Its lines seemed to hark back to the Teddy Boy era and the younger me was fascinated by its details  - the strip speedometer, the thick windscreen pillars and the way in which the gear lever sprouted directly from the toe board.

But in the winter, the 121 never missed a beat while vehicles a decade its junior ground to a halt during the first signs of a mild frost. The Amazon was not the original Volvo station wagon, but it was the first to be derived from a car rather than a light commercial.

It was also the company’s first estate to establish itself with the British public, to the extent that in 1965  Hampshire Constabulary made history by deploying a foreign-built patrol car for the first time in the UK – a Volvo, of course.

The Amazon Estate made its bow in February 1962, nearly six years after the launch of the saloon. It was handsome -  Jan Wilsgaard, the designer of the four-door, ensued that its five-door counterpart looked purpose-built rather than a modified saloon while the horizontally divided tailgate was practical and added a touch of Americana to the design.

Most importantly, the new Volvo estate was sufficiently tough for Sweden’s agricultural community (a major potential market) and for the worst of the country’s weather. The very first models came in any colour shade you desired, providing that it was “Mist Green”.
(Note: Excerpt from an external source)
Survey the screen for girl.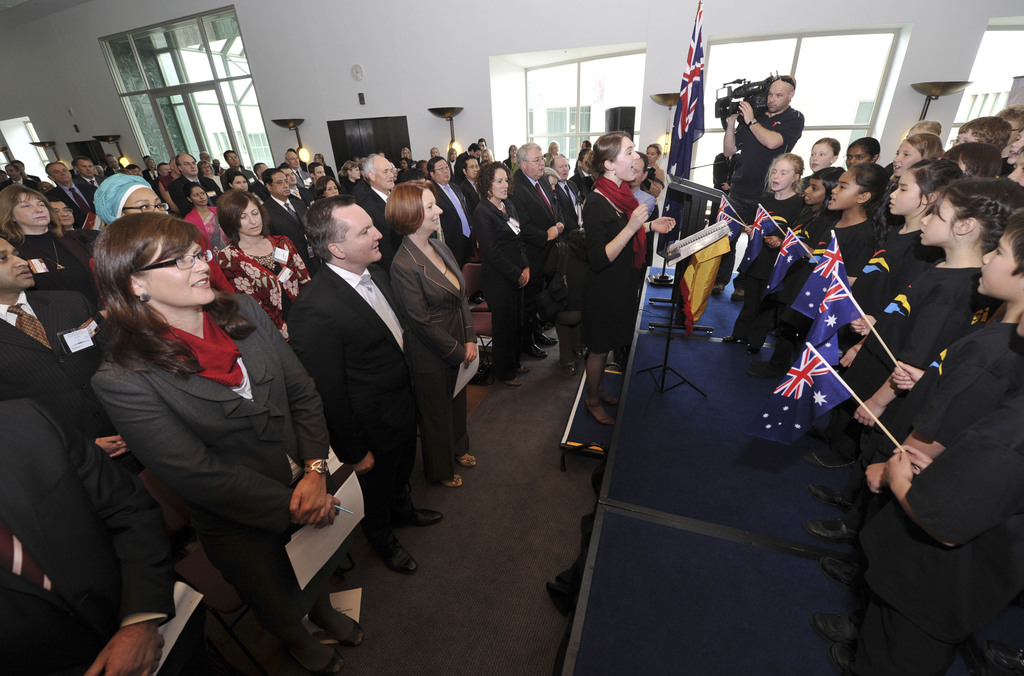
Survey found: (751, 146, 800, 290).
By 1963 there was a wider choice of colours plus a 90bhp twin-carburettor 122S version. The first British market versions arrived during that year and the price of a 121 Estate was £1,270 5d which was extremely reasonable given what the Volvo offered the motorist who might otherwise have considered a Vauxhall Cresta PB Friary or a Ford Zodiac Mk. III Farnham.

True, the local rivals offered six-cylinder power but the performance from the Amazon’s 1,780cc engine was brisk enough for motorway work. The interior veered towards the practical rather than the luxurious, but the standard equipment included an elaborate heater and a radiator blind while the bodywork included any number of clever touches as such the rear overriders that doubled as steps.

An attractive vehicle for the sporting-minded family man and the country dweller’ concluded Autocar, which images of tweed-jacketed types using the Amazon estate as a Q Car on rural roads.

The Estate gained servo assisted front disc brakes for 1965 and lumbar support adjustment for the front seats. Anyone who has taken a long journey in a large British car (no names) of the same era fitted with benches fore and aft will know what a major development in comfort this development represented.

The advent of the 144 in 166 resulted in the demise of the Amazon four-door in the following year but the station wagon continued in production, the latter-day examples gaining the 2-Litre B20 engine.

The final Amazon wagon left the factory in August 1969, two years after the launch of its eventual heir, the 145, and by that time it had created the template for all future Volvo Estates. ‘Created in Sweden with all the care in the world’ ran the advertisement slogan – and that was an understatement.